From an interview with Horowitz by a leftist group that was then posted at Horowitz's own FrontPage site: “Who Is The Enemy?”, FrontPage Mag, January 16, 2008:
If you're on the left, you believe in an earthly redemption of one sort or another. You regard yourself as a social redeemer. You see the problems of the world, social problems, as the result of bad institutions that can be changed, and you believe that there can be a world with no racism, no sexism, no homophobia, no Islamophobia, no poverty, no war, etc. This is really as close to the kingdom of heaven on earth as you can get. That's conceptually what the left's revolutionary fantasy - its fantasy of "social jusstice" - is about. It's an escape from the existential realiity that we all face, which is a world full of misery and suffering. Which is what it has always has been and - unless we re-engineer mankind genetically - always will be. So if you're on the left you see yourself as a member of the Army of the Saints and you see your opponent - conservatives and Republicans who think that you really can't do what you want to do and who are going to oppose it -you see us as the Partty of Satan. So the left is by nature much more intolerant than the right.
Of course there are people on the right who are religious fanatics, who have the same mentality as leftists. People who blow up abortion clinics or people who, you know, think that you can eliminate abortions all together by passing laws. You can't do that, anymore than you could outlaw alcohol and make that stick. You just can't. I think abortion is a bad idea but I don't think it should be completely outlawed. I'm kind of in the middle. When I grew up abortion was illegal after the first trimester, and so I regard that as a reasonable compromise.
Conservatives believe that the root cause of social problems is us - individuals. We are the problem. We're greedy, we're deceptive, capable of evil. Everybody, without exception. It is remarkable, when you think about it, that people on the left can think that government can be the solution to anything. After all, government is responsible for slavery. The people in government have the same protoplasm as the people causing the problems, except that they have more power. That's why limited government seems like a really good idea.
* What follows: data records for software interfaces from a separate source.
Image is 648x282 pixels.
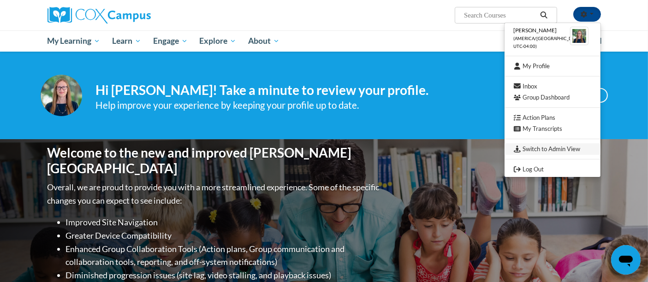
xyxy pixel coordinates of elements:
[242,30,286,52] a: About
[66,229,382,243] li: Greater Device Compatibility
[505,112,601,124] a: Action Plans
[514,27,557,34] span: [PERSON_NAME]
[193,30,242,52] a: Explore
[505,123,601,135] a: My Transcripts
[505,92,601,103] a: Group Dashboard
[505,143,601,155] a: Switch to Admin View
[48,181,382,208] p: Overall, we are proud to provide you with a more streamlined experience. Some of the specific cha...
[570,27,589,45] img: Learner Profile Avatar
[611,245,641,275] iframe: Button to launch messaging window
[66,269,382,282] li: Diminished progression issues (site lag, video stalling, and playback issues)
[573,7,601,22] button: Account Settings
[505,164,601,175] a: Logout
[537,10,551,21] button: Search
[112,36,141,47] span: Learn
[514,36,581,49] span: (America/[GEOGRAPHIC_DATA] UTC-04:00)
[463,10,537,21] input: Search Courses
[505,81,601,92] a: Inbox
[96,83,537,98] h4: Hi [PERSON_NAME]! Take a minute to review your profile.
[34,30,615,52] div: Main menu
[248,36,280,47] span: About
[42,30,107,52] a: My Learning
[48,7,223,24] a: Cox Campus
[47,36,100,47] span: My Learning
[106,30,147,52] a: Learn
[505,60,601,72] a: My Profile
[48,7,151,24] img: Cox Campus
[48,145,382,176] h1: Welcome to the new and improved [PERSON_NAME][GEOGRAPHIC_DATA]
[66,216,382,229] li: Improved Site Navigation
[153,36,188,47] span: Engage
[147,30,194,52] a: Engage
[199,36,236,47] span: Explore
[41,75,82,116] img: Profile Image
[66,243,382,269] li: Enhanced Group Collaboration Tools (Action plans, Group communication and collaboration tools, re...
[96,98,537,113] div: Help improve your experience by keeping your profile up to date.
From another FrontPageMag article by David Horowitz:
There is a sense, of course, in which the left has always been defined by its destructive agendas. Its utopian vision was just that - utopian, a vision of nowhere. In practice, socialism didn't work. But socialism could never have worked because it is based on false premises about human psychology and society, and gross ignorance of human economy. In the vast library of socialist theory (and in all of Marx's compendious works), there is hardly a chapter devoted to the creation of wealth – to what will cause human beings to wwork and to innovate, and to what will make their efforts efficient. Socialism is a plan of morally sanctioned theft. It is about dividing up what others have created. Consequently, socialist economies don't work; they create poverty instead of wealth. This is unarguable historical fact now, but that has not prompted the left to have second thoughts.